I think we'll be on the right track when city planners reclaim some of our current roads and make them available only to autonomous vehicles. They'll need their own garages, highways and streets to operate to fully realize it. For example, FSD vehicles can be moved to dedicated streets similar to how alleys work in many cities currently (where they're largely routes for maintenance and utilities -- removing them from normal commuter traffic).

2 comments

> I think we'll be on the right track when city planners reclaim some of our current roads and make them available only to autonomous vehicles. They'll need their own garages, highways and streets to operate to fully realize it.

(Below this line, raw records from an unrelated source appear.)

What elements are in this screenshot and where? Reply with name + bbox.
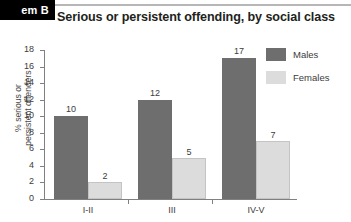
y-axis-tick: 12 xyxy=(40,100,44,101)
bar-i-ii-females: 2 xyxy=(88,182,122,199)
y-axis-tick: 4 xyxy=(40,166,44,167)
legend-swatch-females xyxy=(266,71,286,84)
bar-value-label: 10 xyxy=(66,104,76,114)
y-axis-tick-label: 12 xyxy=(24,94,34,104)
x-axis-category-label: IV-V xyxy=(222,205,290,215)
y-axis-tick-label: 16 xyxy=(24,61,34,71)
y-axis-label-line-2: persistent offenders xyxy=(23,38,33,178)
legend-item-females: Females xyxy=(266,71,350,84)
corner-tab-label: em B xyxy=(0,0,55,20)
bar-iii-males: 12 xyxy=(138,100,172,199)
y-axis-tick: 14 xyxy=(40,83,44,84)
x-axis-category-label: I-II xyxy=(54,205,122,215)
y-axis-line xyxy=(44,50,45,199)
legend-item-males: Males xyxy=(266,48,350,61)
bar-i-ii-males: 10 xyxy=(54,116,88,199)
y-axis-tick-label: 18 xyxy=(24,44,34,54)
bar-value-label: 12 xyxy=(150,88,160,98)
x-axis-tick xyxy=(128,200,129,204)
legend-swatch-males xyxy=(266,48,286,61)
bar-value-label: 17 xyxy=(234,46,244,56)
chart-legend: MalesFemales xyxy=(266,48,350,94)
legend-label: Females xyxy=(293,72,329,83)
bar-value-label: 5 xyxy=(186,147,191,157)
bar-iii-females: 5 xyxy=(172,158,206,199)
y-axis-tick: 6 xyxy=(40,149,44,150)
bar-value-label: 7 xyxy=(270,130,275,140)
plot-area: 024681012141618 102125177 I-IIIIIIV-V xyxy=(44,48,297,200)
y-axis-tick: 2 xyxy=(40,182,44,183)
y-axis-tick-label: 14 xyxy=(24,77,34,87)
y-axis-tick-label: 0 xyxy=(29,193,34,203)
x-axis-tick xyxy=(212,200,213,204)
bar-value-label: 2 xyxy=(102,171,107,181)
y-axis-tick: 18 xyxy=(40,50,44,51)
y-axis-tick: 0 xyxy=(40,199,44,200)
y-axis-tick: 16 xyxy=(40,67,44,68)
y-axis-label-line-1: % serious or xyxy=(13,38,23,178)
y-axis-tick-label: 2 xyxy=(29,176,34,186)
x-axis-line xyxy=(44,199,297,200)
y-axis-tick-label: 10 xyxy=(24,110,34,120)
y-axis-tick: 8 xyxy=(40,133,44,134)
y-axis-label: % serious or persistent offenders xyxy=(13,38,33,178)
y-axis-tick: 10 xyxy=(40,116,44,117)
bar-iv-v-females: 7 xyxy=(256,141,290,199)
y-axis-tick-label: 4 xyxy=(29,160,34,170)
y-axis-tick-label: 6 xyxy=(29,143,34,153)
y-axis-tick-label: 8 xyxy=(29,127,34,137)
bar-iv-v-males: 17 xyxy=(222,58,256,199)
chart-title: Serious or persistent offending, by soci… xyxy=(57,10,349,24)
legend-label: Males xyxy=(293,49,318,60)
x-axis-category-label: III xyxy=(138,205,206,215)
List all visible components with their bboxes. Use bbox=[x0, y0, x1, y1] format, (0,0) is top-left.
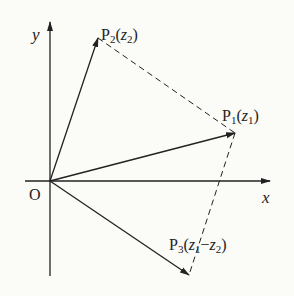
vector-op2 bbox=[50, 38, 98, 181]
vector-op1 bbox=[50, 133, 235, 181]
point-label-p3: P3(z1−z2) bbox=[169, 236, 227, 255]
dashed-p2-p1 bbox=[98, 38, 235, 133]
point-label-p1: P1(z1) bbox=[222, 107, 259, 126]
vector-op3 bbox=[50, 181, 189, 275]
y-axis-label: y bbox=[30, 25, 40, 44]
x-axis-label: x bbox=[261, 188, 270, 207]
point-label-p2: P2(z2) bbox=[101, 26, 138, 45]
origin-label: O bbox=[29, 186, 41, 203]
complex-plane-diagram: y x O P2(z2) P1(z1) P3(z1−z2) bbox=[0, 0, 294, 296]
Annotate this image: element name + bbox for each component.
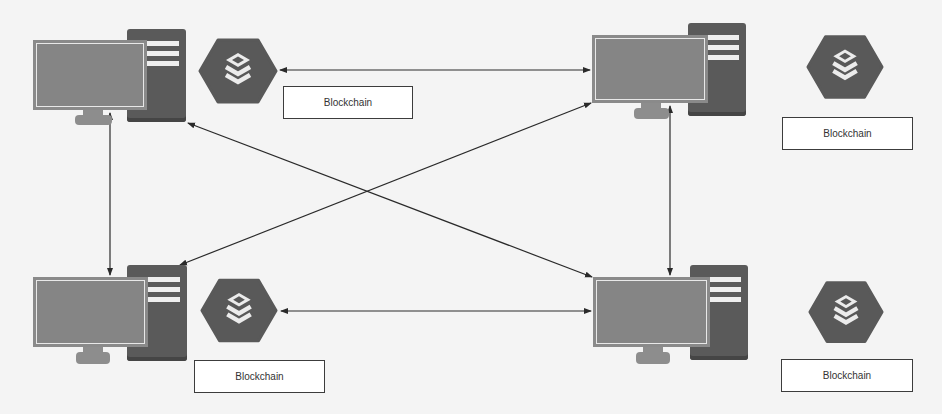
- database-stack-icon: [808, 278, 884, 346]
- edge-top-left-bottom-right: [188, 123, 592, 277]
- database-stack-icon: [806, 34, 884, 100]
- blockchain-label: Blockchain: [194, 360, 325, 393]
- blockchain-label: Blockchain: [782, 117, 913, 150]
- database-stack-icon: [200, 277, 278, 344]
- blockchain-label: Blockchain: [781, 359, 913, 392]
- blockchain-label: Blockchain: [283, 86, 413, 119]
- monitor-stand-icon: [636, 352, 670, 364]
- desktop-computer-icon: [592, 35, 708, 103]
- desktop-computer-icon: [33, 277, 148, 347]
- monitor-stand-icon: [634, 108, 669, 119]
- blockchain-network-diagram: Blockchain Blockchain: [0, 0, 942, 414]
- monitor-stand-icon: [75, 115, 112, 125]
- edge-bottom-left-top-right: [180, 103, 591, 265]
- desktop-computer-icon: [33, 40, 147, 110]
- desktop-computer-icon: [593, 277, 710, 347]
- monitor-stand-icon: [76, 352, 110, 364]
- database-stack-icon: [198, 38, 278, 104]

I'd rather subsidize automated electric trolley lines in cities than subsidize exclusive roads for automated personal vehicles.

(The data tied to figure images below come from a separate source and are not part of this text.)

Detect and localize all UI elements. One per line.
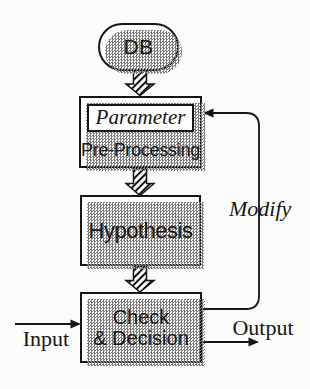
node-parameter: Parameter bbox=[87, 104, 195, 132]
node-hypothesis: Hypothesis bbox=[80, 195, 201, 266]
check-label-line2: & Decision bbox=[93, 328, 189, 349]
hatched-arrow-hypothesis-to-check-icon bbox=[126, 267, 154, 293]
hypothesis-label: Hypothesis bbox=[89, 218, 193, 244]
hatched-arrow-preprocessing-to-hypothesis-icon bbox=[126, 169, 154, 196]
preprocessing-label: Pre-Processing bbox=[81, 140, 200, 161]
check-label-line1: Check bbox=[113, 307, 170, 328]
db-label: DB bbox=[123, 35, 153, 59]
modify-label: Modify bbox=[229, 196, 291, 222]
output-label: Output bbox=[227, 315, 299, 341]
node-check-decision: Check & Decision bbox=[80, 292, 202, 363]
input-label: Input bbox=[14, 326, 78, 352]
node-preprocessing: Parameter Pre-Processing bbox=[79, 96, 202, 168]
diagram-canvas: DB Parameter Pre-Processing Hypothesis C… bbox=[0, 0, 310, 389]
node-db: DB bbox=[98, 23, 179, 71]
parameter-label: Parameter bbox=[96, 105, 186, 129]
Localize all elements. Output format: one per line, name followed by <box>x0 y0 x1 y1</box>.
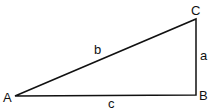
vertex-label-c: C <box>191 3 200 18</box>
side-label-a: a <box>200 48 208 63</box>
vertex-label-a: A <box>3 90 12 105</box>
vertex-label-b: B <box>199 88 208 103</box>
side-label-c: c <box>108 96 115 111</box>
triangle-shape <box>15 19 196 96</box>
side-label-b: b <box>94 42 101 57</box>
triangle-diagram: A B C a b c <box>0 0 212 112</box>
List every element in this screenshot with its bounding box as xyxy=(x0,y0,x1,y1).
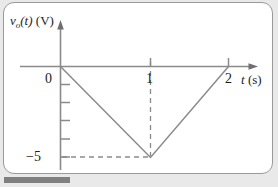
tick-label-origin: 0 xyxy=(45,72,52,86)
x-axis-variable: t xyxy=(241,72,245,87)
y-axis-argument: (t) xyxy=(20,13,32,28)
waveform-trace xyxy=(61,67,229,158)
x-axis-unit: (s) xyxy=(248,72,262,87)
y-axis-label: vo(t) (V) xyxy=(10,14,54,30)
tick-label-one: 1 xyxy=(146,72,153,86)
x-axis-label: t (s) xyxy=(241,73,262,86)
tick-label-minus-five: −5 xyxy=(26,150,41,164)
y-axis xyxy=(57,20,64,170)
figure-container: vo(t) (V) t (s) 0 1 2 −5 xyxy=(0,0,278,187)
tick-label-two: 2 xyxy=(225,72,232,86)
x-axis xyxy=(20,63,258,70)
y-axis-minor-ticks xyxy=(61,85,71,158)
y-axis-unit: (V) xyxy=(36,13,54,28)
bottom-accent-bar xyxy=(4,177,70,183)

I don't want my tax money wasted on that. In most urban areas there's simply no space for separate autonomous vehicles roads. Would rather see that money spent on maintaining existing roads and improving schools.
And thats fair, every locale gets a say on how their city functions. For myself, I'd rather not have my town made up primarily of private vehicles clogging up traffic. I'll take a trolley/bus/train/cab any day of the week if I can get to where Im going quickly. I suspect most people who have to commute feel the same way: the shortest, fastest transportation. Few want to spend hours of their day in any vehicle.

That doesn't mean I don't want any roads for private vehicles. Just that need not make up 99% of them. Even if we knocked that down to 75% of roads I think we'd see amazing positive impacts on every metric (except the private roads; those will continue to suffer from congestion until cities offer a better way to get people from A to B).